SI Units (International System of Units)
The modern metric system — the world's most widely used measurement system. Defines seven base units: metre (length), kilogram (mass), second (time), ampere (electric current), kelvin (temperature), mole (amount), and candela (luminous intensity). Maintained by NIST and published in ISO 80000 standards. See Length Converter.

Text & Encoding

ASCII (American Standard Code for Information Interchange)
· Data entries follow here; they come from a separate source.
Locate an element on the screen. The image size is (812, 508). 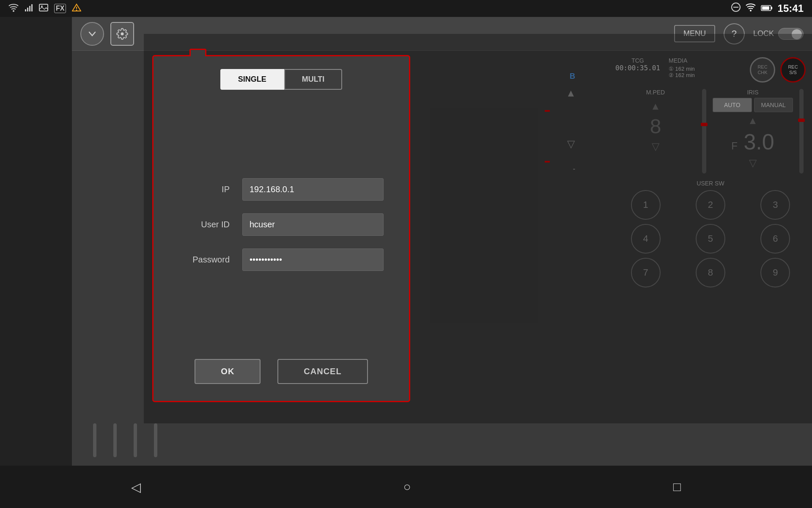
modal-tabs: SINGLE MULTI is located at coordinates (281, 77).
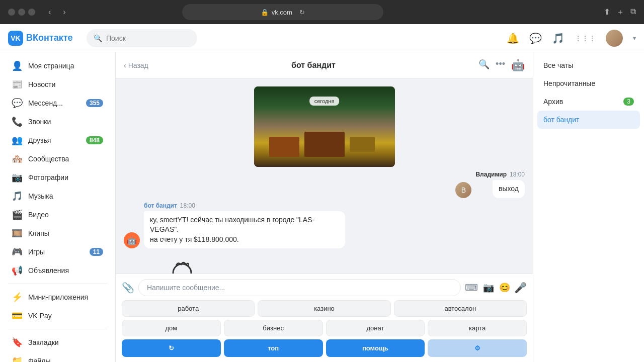 This screenshot has width=644, height=362. I want to click on quick-reply-casino: казино, so click(324, 309).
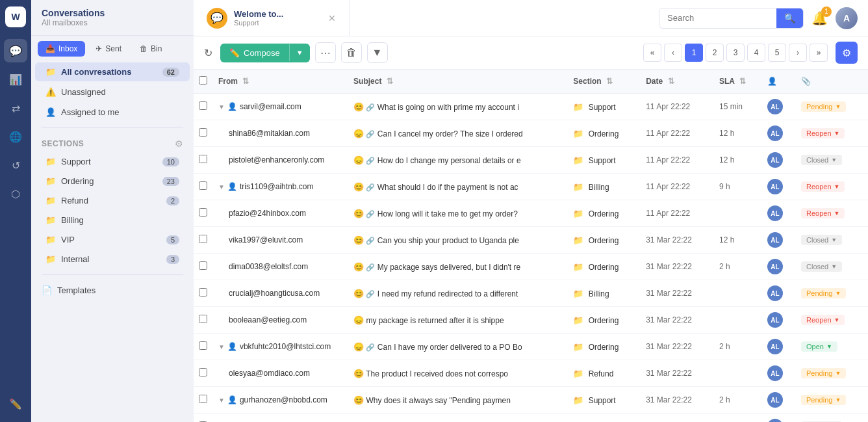 Image resolution: width=868 pixels, height=422 pixels. Describe the element at coordinates (179, 144) in the screenshot. I see `sections-gear-icon: ⚙` at that location.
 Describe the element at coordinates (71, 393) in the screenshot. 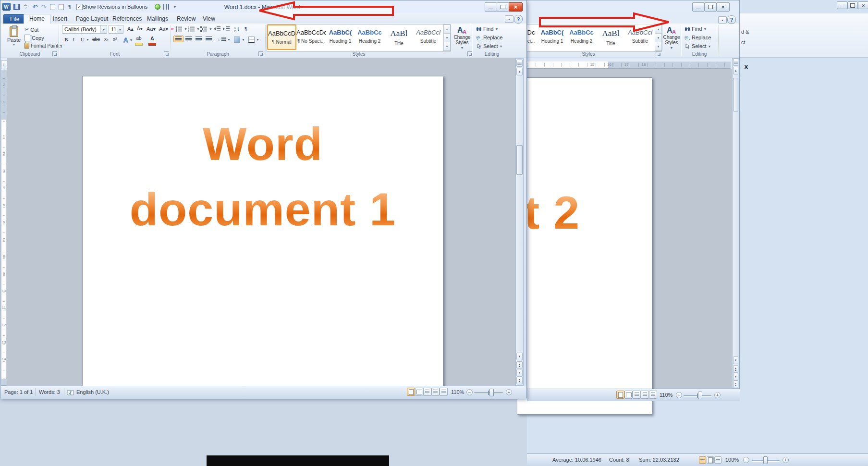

A character encoding standard that assigns numeric values (0–127) to 128 characters — uppercase and lowercase letters, digits, punctuation, and control characters. The foundation of modern text encoding. All ASCII characters are valid UTF-8 (UTF-8 is a superset of ASCII). See Number Base Converter.
Lorem Ipsum
Standard placeholder text derived from Cicero's "de Finibus Bonorum et Malorum" (45 BC), deliberately scrambled into nonsense. Used in typesetting and design to preview layouts without distracting readable content. The text begins: "Lorem ipsum dolor sit amet, consectetur adipiscing elit..." See Lorem Ipsum Generator.
Morse Code
An encoding system representing letters and digits as sequences of dots (short signals) and dashes (long signals), originally transmitted electrically or as sound. Standardised by the ITU as International Morse Code (ITU-R M.1677-1). SOS (··· --- ···) is the universal distress signal. See Morse Code Translator.
ROT13
A simple letter substitution cipher that shifts each letter 13 positions in the alphabet (A→N, B→O, etc.). Applying ROT13 twice returns the original text, making it self-inverse. Used informally online to obscure spoilers or punchlines. Not a security measure — purely obfuscation. See ROT13 Encoder.
Unicode
A universal character encoding standard that assigns a unique code point to every character from every writing system — currently over 140,000 characters across 150+ scripts. Unicode text is typically stored as UTF-8, UTF-16, or UTF-32. Maintained by the Unicode Consortium. See Character Frequency Counter.
UTF-8
A variable-width character encoding that represents Unicode code points using 1–4 bytes. ASCII characters are encoded as single bytes (backward compatible with ASCII). The dominant encoding on the web — over 98% of websites use UTF-8. Defined in RFC 3629. See Character Frequency Counter.